All the sadness and second-guessing, the desperation and the ache, the loneliness and the mess.  Stop trying to make it clean and organized and linear and palatable for yourself and for everyone else.

Let it hurt.

There is no easy way, honey bunny.  It’s gonna be awful all the way through.

Until it’s not.

Until one day you get a few breaths in a row that actually feel okay.

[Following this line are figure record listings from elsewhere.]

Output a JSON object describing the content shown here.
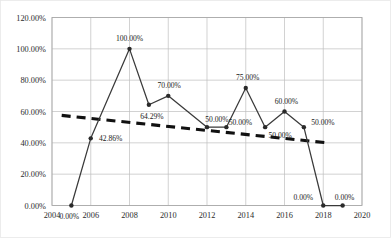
{
  "chart_data": {
    "type": "line",
    "title": "",
    "xlabel": "",
    "ylabel": "",
    "grid": true,
    "legend": "none",
    "xlim": [
      2004,
      2020
    ],
    "ylim": [
      0,
      1.2
    ],
    "x_ticks": [
      "2004",
      "2006",
      "2008",
      "2010",
      "2012",
      "2014",
      "2016",
      "2018",
      "2020"
    ],
    "y_ticks": [
      "0.00%",
      "20.00%",
      "40.00%",
      "60.00%",
      "80.00%",
      "100.00%",
      "120.00%"
    ],
    "x": [
      2005,
      2006,
      2008,
      2009,
      2010,
      2012,
      2013,
      2014,
      2015,
      2016,
      2017,
      2018,
      2019
    ],
    "values": [
      0,
      42.86,
      100,
      64.29,
      70,
      50,
      50,
      75,
      50,
      60,
      50,
      0,
      0
    ],
    "point_labels": [
      "0.00%",
      "42.86%",
      "100.00%",
      "64.29%",
      "70.00%",
      "50.00%",
      "50.00%",
      "75.00%",
      "50.00%",
      "60.00%",
      "50.00%",
      "0.00%",
      "0.00%"
    ],
    "series": [
      {
        "name": "data",
        "values": [
          0,
          42.86,
          100,
          64.29,
          70,
          50,
          50,
          75,
          50,
          60,
          50,
          0,
          0
        ]
      },
      {
        "name": "linear-trendline",
        "style": "dashed",
        "start": {
          "x": 2004.5,
          "y": 57.5
        },
        "end": {
          "x": 2018.2,
          "y": 40.0
        }
      }
    ],
    "colors": {
      "series_line": "#3a3a3a",
      "trend_line": "#111111",
      "grid": "#bfbfbf",
      "frame": "#a6a6a6",
      "background": "#ffffff"
    }
  },
  "axis_labels": {
    "y": [
      {
        "text": "120.00%",
        "value": 120
      },
      {
        "text": "100.00%",
        "value": 100
      },
      {
        "text": "80.00%",
        "value": 80
      },
      {
        "text": "60.00%",
        "value": 60
      },
      {
        "text": "40.00%",
        "value": 40
      },
      {
        "text": "20.00%",
        "value": 20
      },
      {
        "text": "0.00%",
        "value": 0
      }
    ],
    "x": [
      {
        "text": "2004",
        "value": 2004
      },
      {
        "text": "2006",
        "value": 2006
      },
      {
        "text": "2008",
        "value": 2008
      },
      {
        "text": "2010",
        "value": 2010
      },
      {
        "text": "2012",
        "value": 2012
      },
      {
        "text": "2014",
        "value": 2014
      },
      {
        "text": "2016",
        "value": 2016
      },
      {
        "text": "2018",
        "value": 2018
      },
      {
        "text": "2020",
        "value": 2020
      }
    ]
  },
  "data_labels": [
    {
      "text": "0.00%",
      "x": 2005,
      "y": 0,
      "dx": -2,
      "dy": 13
    },
    {
      "text": "42.86%",
      "x": 2006,
      "y": 42.86,
      "dx": 20,
      "dy": 3
    },
    {
      "text": "100.00%",
      "x": 2008,
      "y": 100,
      "dx": 0,
      "dy": -8
    },
    {
      "text": "64.29%",
      "x": 2009,
      "y": 64.29,
      "dx": 3,
      "dy": 14
    },
    {
      "text": "70.00%",
      "x": 2010,
      "y": 70,
      "dx": 1,
      "dy": -8
    },
    {
      "text": "50.00%",
      "x": 2012,
      "y": 50,
      "dx": 10,
      "dy": -5
    },
    {
      "text": "50.00%",
      "x": 2013,
      "y": 50,
      "dx": 14,
      "dy": -2
    },
    {
      "text": "75.00%",
      "x": 2014,
      "y": 75,
      "dx": 2,
      "dy": -8
    },
    {
      "text": "50.00%",
      "x": 2015,
      "y": 50,
      "dx": 15,
      "dy": 11
    },
    {
      "text": "60.00%",
      "x": 2016,
      "y": 60,
      "dx": 2,
      "dy": -8
    },
    {
      "text": "50.00%",
      "x": 2017,
      "y": 50,
      "dx": 19,
      "dy": -2
    },
    {
      "text": "0.00%",
      "x": 2018,
      "y": 0,
      "dx": -20,
      "dy": -6
    },
    {
      "text": "0.00%",
      "x": 2019,
      "y": 0,
      "dx": 2,
      "dy": -6
    }
  ]
}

That feel like… something other than pain or longing or regret.

A day or ten or a hundred later, it’s more than just a few breaths, it’s an hour or maybe longer.

And then suddenly, without even really noticing how or when it happened, you’re living in a space that feels more like acceptance and open-handedness more than grief and despair and stubborn clinging.

Someday maybe you eventually even get to a place where you can think about what you lost and hold it softly in the temple of your heart without feeling a deep and foundational tearing inside yourself.

You remember the joy of sunny Saturday mornings making waffles in the home that doesn’t belong to you anymore…

Your ex-partner’s goofy nickname for the beloved dog you adopted together when you still loved each other...

The incredible places you traveled thanks to the job that eventually laid you off...

Your late sister’s ear-piercing scream of elation when you got her Taylor Swift tickets for her 14th birthday...

Maybe you even feel quiet rush of gratitude and tenderness as these memories rise to the surface.

If you’re not there yet, That’s okay. Keep going and you will be.